Saturday, March 17, 2007

Does the second amendment really mean that anyone can carry any arm they want under any circumstances?

After reading some ideas that seemed odd to me, I used google. I wasn't sure of the bias of the pages I was reading, so I eventually visited wikipedia, which is attacked by conservatives more often than it is by liberals.

It took a long time for me to become convinced that the clause 'a well regulated militia' wasn't intended to allow the federal government to keep certain people from having guns, or certain guns, or restrict the circumstances under which they might have them. I couldn't find any federal gun control laws predating 1934. Would the founding fathers have really inserted this clause to allow such laws, then forgot to pass the laws? Maybe they didn't consider them needed at the time, but knew machine guns might be invented in a few hundred years, and ...

Not even when pigs fly. Live pigs may be shipped by airplane tomorrow, but that still won't make any sense.

It seems my informant,

Published: Aug 1, 2001 Author: Vin Suprynowicz
Posted on 08/01/2001 20:37:44 PDT by athiestwithagun


is correct. Whatever else well regulated may mean, it can't mean regulated by the government, or the founding fathers violated the document they had just written by failing to regulate gun ownership.

So what about nuclear weapons? My informant gives a closely reasoned response, which you may want to reread (previous link) to check my summary.

Either the American people have the right to nuclear weapons or they don't. If they don't, they can't delegate what they don't have to their government, which had better get rid of all nukes immediately. If they do, the government 'shall not infringe the right to bear arms'.

How seductive is the old siren song: "Come on, prove you're REASONABLE; admit you don't have any NEED for a nuclear warhead."

But once we start down that road, won't they also wheedle and cajole and nag us into stipulating that we don't really "need" a tank ... a howitzer ... a shoulder-launched missile ... a machine gun ... a semi-automatic rifle ... anything, finally, beyond an unloaded black-powder ceremonial flintlock with a plugged barrel that we're allowed to take out of the police locker only long enough to carry in the Fourth of July parade?


I follow the logic, but come to a different conclusion. The constitution is not a suicide pact. By agreeing we expect our government to prevent people from building and keeping nukes (whether they are portable enough to 'bear' or not) we acknowledge that the constitution is a living document. Anyone who insists gun registration is unconstitutional is on a slippery slope that might undermine the government's ability to protect us from terrorism.

Or you could make a case that the government had better get rid of all it's nukes, that it has the right to protect us from nukes, but not to possess them itself.

Plenty of nuclear weapons ARE possessed by all kinds of people, including the kind that wear turbans. Government "safeguards" are a joke. Think no hijacker could get past the Fred & Ethel Mertz Security System down at the local airport if they really tried? It took Capt. Marcinko only a matter of minutes to penetrate the supposedly ironclad "security" at the American embassy in London -- right through to its ultra-secure "code room." He simply sent a man in a Marine uniform, carrying a clipboard, walking boldly in the side "smokers' door." Last week, the Justice Department revealed that the FBI has lost 449 sidearms and submachine guns -- one of which was even used in a homicide. But we're supposed to believe they've NEVER lost enough plutonium to make a bomb? Noooo. After all, they're not mere fallible mortals. They're "the government." We can "trust" them.

Remember the date near the top of the post. Pre 9/11, so lets try to be fair. Does anyone really think Osama wouldn't have nuked us already if not for preventative measures?

I do detect a few weaknesses here and there. He fails to ask if Waco was a case of rebellion, does not compare it to Shay's rebellion and others. On the other hand, he's right about gun owners needing nukes if they claim they can fight government abuse of power. I haven't seen any that could stand up to a swat team yet.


● WHAT YOU NEED TO DO:
Write out exactly the lines running from the line that includes "xyxy pixel coordinates" to the end of the data, both ends included, and nothing besides.
Top of DATA SHOWN
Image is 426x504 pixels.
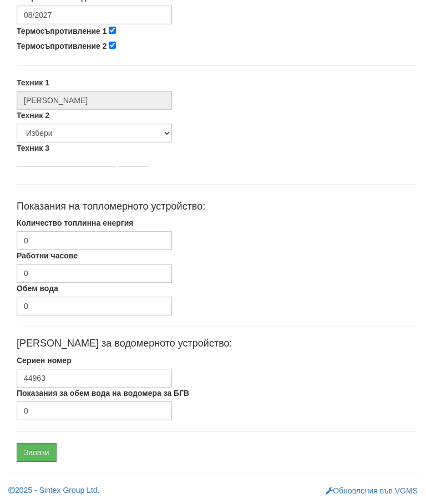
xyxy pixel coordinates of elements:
[16,218,133,228] label: Количество топлинна енергия
[16,142,49,153] label: Техник 3
[16,41,107,52] label: Термосъпротивление 2
[16,77,49,88] label: Техник 1
[326,486,417,495] a: Обновления във VGMS
[16,443,57,462] input: Запази
[16,26,107,37] label: Термосъпротивление 1
[16,283,58,294] label: Обем вода
[16,250,77,261] label: Работни часове
[9,485,100,495] a: 2025 - Sintex Group Ltd.
[16,156,416,168] p: _______________________ _______
[16,338,416,349] h4: [PERSON_NAME] за водомерното устройство:
[16,201,416,213] h4: Показания на топломерното устройство:
[16,355,72,366] label: Сериен номер
[16,387,189,399] label: Показания за обем вода на водомера за БГВ
[16,110,49,121] label: Техник 2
Bottom of DATA SHOWN
● TASK OUTPUT:
xyxy pixel coordinates of elements:
[16,218,133,228] label: Количество топлинна енергия
[16,142,49,153] label: Техник 3
[16,41,107,52] label: Термосъпротивление 2
[16,77,49,88] label: Техник 1
[326,486,417,495] a: Обновления във VGMS
[16,443,57,462] input: Запази
[16,26,107,37] label: Термосъпротивление 1
[16,283,58,294] label: Обем вода
[16,250,77,261] label: Работни часове
[9,485,100,495] a: 2025 - Sintex Group Ltd.
[16,156,416,168] p: _______________________ _______
[16,338,416,349] h4: [PERSON_NAME] за водомерното устройство:
[16,201,416,213] h4: Показания на топломерното устройство:
[16,355,72,366] label: Сериен номер
[16,387,189,399] label: Показания за обем вода на водомера за БГВ
[16,110,49,121] label: Техник 2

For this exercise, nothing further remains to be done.